Italy's press revels in Balotelli brilliance, Polish papers hail 'best Euro match'

La Repubblica called the match “a masterpiece”.

ITALY’S PRESS ON Friday celebrated the national side’s 2-1 Euro 2012 semi-final victory against Germany and in particular the double by “stratospheric” striker Mario Balotelli.

“A strong Italy and a stratospheric Balotelli sunk Germany and took Italy to seventh heaven,” the Corrierre dello sport said in its online edition, reminding readers that Germany had been favourites to win Thursday’s tie in Warsaw, Poland.

The daily added that the Azzurri had put in a “mind-blowing performance” while Balotelli’s two first-half goals were “splendid”.

Gazzetta.it, in particular, hailed a masterful performance from midfield playmaker and official man of the match Andrea Pirlo, saying that he “directed operations and was, as usual, the lynchpin of the side”.
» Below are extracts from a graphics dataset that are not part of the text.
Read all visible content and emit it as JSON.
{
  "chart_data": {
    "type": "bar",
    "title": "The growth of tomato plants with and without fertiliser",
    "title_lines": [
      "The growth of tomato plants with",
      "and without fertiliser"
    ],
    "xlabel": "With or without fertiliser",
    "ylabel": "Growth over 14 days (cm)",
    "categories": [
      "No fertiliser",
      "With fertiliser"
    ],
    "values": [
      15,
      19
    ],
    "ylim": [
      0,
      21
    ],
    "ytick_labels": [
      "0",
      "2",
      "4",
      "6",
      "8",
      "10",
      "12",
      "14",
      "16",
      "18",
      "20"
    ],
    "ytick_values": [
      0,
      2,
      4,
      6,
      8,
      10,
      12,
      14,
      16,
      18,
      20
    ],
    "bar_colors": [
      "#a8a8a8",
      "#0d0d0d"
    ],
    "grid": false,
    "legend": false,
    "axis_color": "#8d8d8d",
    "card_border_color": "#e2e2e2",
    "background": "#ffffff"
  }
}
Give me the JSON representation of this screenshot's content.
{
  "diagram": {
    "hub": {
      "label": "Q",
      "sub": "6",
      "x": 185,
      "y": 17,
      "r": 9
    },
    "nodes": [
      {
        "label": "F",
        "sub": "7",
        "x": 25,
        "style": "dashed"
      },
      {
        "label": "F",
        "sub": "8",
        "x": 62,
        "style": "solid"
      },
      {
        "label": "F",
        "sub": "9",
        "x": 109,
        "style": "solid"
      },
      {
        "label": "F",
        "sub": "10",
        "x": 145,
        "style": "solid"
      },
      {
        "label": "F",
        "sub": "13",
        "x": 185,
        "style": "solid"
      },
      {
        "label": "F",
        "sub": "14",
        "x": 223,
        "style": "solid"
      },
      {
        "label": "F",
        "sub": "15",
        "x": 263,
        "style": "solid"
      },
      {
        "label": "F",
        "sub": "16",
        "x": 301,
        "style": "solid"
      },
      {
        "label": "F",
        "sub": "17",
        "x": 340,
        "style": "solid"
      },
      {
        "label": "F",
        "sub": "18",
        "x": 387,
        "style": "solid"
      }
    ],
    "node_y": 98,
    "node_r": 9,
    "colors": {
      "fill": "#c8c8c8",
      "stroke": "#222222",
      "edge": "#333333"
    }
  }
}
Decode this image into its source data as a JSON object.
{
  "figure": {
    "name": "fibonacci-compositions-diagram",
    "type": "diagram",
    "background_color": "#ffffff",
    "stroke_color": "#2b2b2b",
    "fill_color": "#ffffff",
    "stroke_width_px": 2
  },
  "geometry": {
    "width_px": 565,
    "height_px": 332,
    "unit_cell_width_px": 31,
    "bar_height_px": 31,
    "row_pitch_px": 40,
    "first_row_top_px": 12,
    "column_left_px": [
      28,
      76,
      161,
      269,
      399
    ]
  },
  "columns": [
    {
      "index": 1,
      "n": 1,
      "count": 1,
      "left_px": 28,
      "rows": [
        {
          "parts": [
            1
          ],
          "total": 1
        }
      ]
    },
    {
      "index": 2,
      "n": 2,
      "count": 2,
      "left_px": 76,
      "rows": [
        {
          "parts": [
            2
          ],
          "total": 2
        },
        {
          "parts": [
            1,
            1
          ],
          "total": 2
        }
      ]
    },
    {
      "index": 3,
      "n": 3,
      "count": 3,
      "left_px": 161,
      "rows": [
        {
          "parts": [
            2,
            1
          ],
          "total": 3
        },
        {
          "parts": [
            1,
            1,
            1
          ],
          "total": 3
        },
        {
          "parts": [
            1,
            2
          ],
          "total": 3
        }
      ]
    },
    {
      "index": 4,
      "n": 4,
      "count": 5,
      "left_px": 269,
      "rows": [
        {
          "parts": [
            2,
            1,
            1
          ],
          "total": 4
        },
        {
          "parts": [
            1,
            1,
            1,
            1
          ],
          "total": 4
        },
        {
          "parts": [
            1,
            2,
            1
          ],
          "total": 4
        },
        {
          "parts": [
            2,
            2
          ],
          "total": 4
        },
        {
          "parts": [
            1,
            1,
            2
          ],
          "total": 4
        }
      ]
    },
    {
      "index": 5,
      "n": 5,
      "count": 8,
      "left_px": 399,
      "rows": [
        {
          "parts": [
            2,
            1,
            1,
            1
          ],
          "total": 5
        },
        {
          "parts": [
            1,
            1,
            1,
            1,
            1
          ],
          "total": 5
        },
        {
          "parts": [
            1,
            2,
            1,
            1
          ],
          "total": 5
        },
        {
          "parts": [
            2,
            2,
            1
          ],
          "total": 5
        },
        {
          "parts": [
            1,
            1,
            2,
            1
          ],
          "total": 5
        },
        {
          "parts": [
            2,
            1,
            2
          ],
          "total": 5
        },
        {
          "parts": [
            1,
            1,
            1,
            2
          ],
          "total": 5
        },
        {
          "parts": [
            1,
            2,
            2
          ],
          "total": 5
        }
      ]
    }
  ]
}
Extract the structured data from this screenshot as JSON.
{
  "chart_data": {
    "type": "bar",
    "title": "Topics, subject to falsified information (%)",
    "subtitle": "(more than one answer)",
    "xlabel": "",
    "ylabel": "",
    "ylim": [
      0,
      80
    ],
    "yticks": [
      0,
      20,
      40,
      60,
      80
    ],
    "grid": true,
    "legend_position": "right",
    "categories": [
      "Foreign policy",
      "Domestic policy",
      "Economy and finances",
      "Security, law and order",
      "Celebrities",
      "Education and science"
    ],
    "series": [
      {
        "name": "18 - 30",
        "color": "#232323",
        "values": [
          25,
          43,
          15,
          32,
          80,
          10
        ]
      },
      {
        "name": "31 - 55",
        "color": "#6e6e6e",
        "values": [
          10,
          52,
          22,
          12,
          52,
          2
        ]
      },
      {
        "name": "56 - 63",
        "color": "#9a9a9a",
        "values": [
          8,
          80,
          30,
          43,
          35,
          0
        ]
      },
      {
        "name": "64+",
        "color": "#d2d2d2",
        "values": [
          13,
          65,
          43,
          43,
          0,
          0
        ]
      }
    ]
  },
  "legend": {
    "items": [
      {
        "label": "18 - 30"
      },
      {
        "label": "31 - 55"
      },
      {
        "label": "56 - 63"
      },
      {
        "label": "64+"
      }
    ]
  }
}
La Repubblica called the match “a masterpiece”, particularly in the “perfect” first-half “which showed everyone who thought that Balotelli couldn’t play at centre-forward or that (coach Cesare) Prandelli had problems that they were wrong”.
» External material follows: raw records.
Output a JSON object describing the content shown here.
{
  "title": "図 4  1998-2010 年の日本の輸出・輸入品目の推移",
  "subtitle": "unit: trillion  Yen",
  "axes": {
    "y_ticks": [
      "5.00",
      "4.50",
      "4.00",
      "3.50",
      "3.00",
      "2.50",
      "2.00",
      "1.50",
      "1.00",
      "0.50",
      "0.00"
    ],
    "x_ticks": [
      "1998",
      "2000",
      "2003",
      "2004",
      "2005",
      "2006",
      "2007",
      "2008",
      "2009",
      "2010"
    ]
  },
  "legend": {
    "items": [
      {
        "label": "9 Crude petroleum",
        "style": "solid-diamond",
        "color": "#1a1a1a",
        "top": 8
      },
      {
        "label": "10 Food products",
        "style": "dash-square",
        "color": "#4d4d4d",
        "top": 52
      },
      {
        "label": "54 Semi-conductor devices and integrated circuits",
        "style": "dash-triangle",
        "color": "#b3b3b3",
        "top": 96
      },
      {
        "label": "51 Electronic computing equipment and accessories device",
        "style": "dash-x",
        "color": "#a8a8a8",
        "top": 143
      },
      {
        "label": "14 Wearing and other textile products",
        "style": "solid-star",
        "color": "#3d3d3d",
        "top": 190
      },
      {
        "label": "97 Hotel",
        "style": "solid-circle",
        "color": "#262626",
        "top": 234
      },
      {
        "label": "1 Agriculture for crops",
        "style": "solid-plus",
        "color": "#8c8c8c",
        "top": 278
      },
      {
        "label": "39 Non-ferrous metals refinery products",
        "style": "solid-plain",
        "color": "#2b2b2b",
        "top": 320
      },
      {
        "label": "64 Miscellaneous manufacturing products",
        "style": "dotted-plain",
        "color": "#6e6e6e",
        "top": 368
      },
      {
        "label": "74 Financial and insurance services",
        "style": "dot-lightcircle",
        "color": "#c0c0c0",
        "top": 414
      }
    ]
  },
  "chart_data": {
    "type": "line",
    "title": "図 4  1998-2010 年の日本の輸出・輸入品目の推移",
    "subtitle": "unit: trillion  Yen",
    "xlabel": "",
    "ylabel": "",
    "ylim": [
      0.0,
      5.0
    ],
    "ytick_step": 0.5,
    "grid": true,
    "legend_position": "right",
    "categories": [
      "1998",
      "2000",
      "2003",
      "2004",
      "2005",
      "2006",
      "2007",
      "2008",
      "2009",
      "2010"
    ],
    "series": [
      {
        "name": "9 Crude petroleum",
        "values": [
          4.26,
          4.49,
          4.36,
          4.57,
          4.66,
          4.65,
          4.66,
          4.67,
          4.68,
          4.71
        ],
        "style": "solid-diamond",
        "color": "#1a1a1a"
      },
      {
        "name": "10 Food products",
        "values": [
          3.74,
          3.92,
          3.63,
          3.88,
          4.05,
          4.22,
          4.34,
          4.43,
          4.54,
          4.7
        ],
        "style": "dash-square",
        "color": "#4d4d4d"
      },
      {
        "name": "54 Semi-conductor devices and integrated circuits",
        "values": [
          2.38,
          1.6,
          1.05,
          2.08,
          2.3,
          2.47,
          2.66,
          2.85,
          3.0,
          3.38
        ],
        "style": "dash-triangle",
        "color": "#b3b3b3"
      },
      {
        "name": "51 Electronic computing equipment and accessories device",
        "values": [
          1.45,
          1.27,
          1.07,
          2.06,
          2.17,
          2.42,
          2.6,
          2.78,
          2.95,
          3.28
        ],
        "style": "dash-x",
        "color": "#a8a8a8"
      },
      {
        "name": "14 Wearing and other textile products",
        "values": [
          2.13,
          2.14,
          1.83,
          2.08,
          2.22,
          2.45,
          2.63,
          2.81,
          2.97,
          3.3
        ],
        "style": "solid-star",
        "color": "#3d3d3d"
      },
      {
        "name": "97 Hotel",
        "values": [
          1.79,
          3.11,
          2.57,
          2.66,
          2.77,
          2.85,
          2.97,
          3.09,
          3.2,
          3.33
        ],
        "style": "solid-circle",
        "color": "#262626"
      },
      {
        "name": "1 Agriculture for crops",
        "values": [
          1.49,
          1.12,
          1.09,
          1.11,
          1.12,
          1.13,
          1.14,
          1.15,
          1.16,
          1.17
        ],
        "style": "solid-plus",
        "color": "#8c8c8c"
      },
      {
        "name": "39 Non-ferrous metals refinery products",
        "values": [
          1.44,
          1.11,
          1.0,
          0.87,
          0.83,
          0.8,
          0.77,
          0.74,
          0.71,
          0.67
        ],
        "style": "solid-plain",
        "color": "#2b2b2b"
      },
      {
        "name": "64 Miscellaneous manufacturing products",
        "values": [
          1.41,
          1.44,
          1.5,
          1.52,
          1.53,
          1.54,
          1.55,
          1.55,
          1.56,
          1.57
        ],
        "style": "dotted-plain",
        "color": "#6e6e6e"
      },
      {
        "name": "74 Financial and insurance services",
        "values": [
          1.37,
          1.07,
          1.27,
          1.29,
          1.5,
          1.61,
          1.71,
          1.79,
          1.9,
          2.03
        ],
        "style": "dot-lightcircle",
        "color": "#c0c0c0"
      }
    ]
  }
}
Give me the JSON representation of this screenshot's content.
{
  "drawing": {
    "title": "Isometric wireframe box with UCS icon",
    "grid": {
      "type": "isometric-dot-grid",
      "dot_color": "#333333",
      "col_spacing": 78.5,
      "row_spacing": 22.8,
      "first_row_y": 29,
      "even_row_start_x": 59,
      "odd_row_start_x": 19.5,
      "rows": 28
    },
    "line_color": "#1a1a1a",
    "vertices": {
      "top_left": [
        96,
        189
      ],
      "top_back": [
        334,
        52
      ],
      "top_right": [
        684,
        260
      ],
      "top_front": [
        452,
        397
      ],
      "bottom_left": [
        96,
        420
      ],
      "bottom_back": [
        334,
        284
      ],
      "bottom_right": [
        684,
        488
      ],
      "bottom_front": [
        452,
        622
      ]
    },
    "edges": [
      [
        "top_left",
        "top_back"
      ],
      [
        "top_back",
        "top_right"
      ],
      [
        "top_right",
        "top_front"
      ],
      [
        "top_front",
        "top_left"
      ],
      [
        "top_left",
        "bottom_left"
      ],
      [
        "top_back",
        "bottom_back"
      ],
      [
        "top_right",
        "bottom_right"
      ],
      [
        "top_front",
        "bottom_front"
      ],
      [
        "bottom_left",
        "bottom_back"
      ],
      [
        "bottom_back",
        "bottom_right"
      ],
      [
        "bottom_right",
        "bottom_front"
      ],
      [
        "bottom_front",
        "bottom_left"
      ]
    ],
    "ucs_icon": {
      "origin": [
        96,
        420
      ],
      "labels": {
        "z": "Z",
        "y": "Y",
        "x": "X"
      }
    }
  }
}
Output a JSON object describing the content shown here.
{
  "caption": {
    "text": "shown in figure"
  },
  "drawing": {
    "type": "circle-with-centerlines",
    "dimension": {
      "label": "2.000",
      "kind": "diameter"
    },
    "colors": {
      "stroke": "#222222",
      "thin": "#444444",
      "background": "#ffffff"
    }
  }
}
Meanwhile, Poland’s press celebrated the victory of “glorious Italy” against Germany in the semi-final of Euro 2012 in the last match to be played in the capital of the co-hosts.

“Warsaw was lucky. The last match in Poland was the best of all the games in the championship. The Italians, completely transformed by coach Cesare Prandelli, once again displayed some really glorious football,” the daily Rzeczpospolita said.

According to ‘Polska The Times’ “even before the final we can say that Euro 2012 was a great success”.

“Without name plates of the cities near the stadiums, television viewers would not have known the difference between a match played in Lviv (in western Ukraine) or in Gdansk (in norther Poland) or one played in Milan or Barcelona,” it added.

Euro 2012 in Poland “will go down in history as the first big celebration involving virtually all of society since the festival of Solidarity”, the anti-communist union of Lech Walesa that emerged in 1980, said Gazeta Wyborcza.

“If you count on the word of foreign fans, we could be welcoming an extra million tourists this summer because they virtually all said that they want to come back to Poland,” the newspaper added.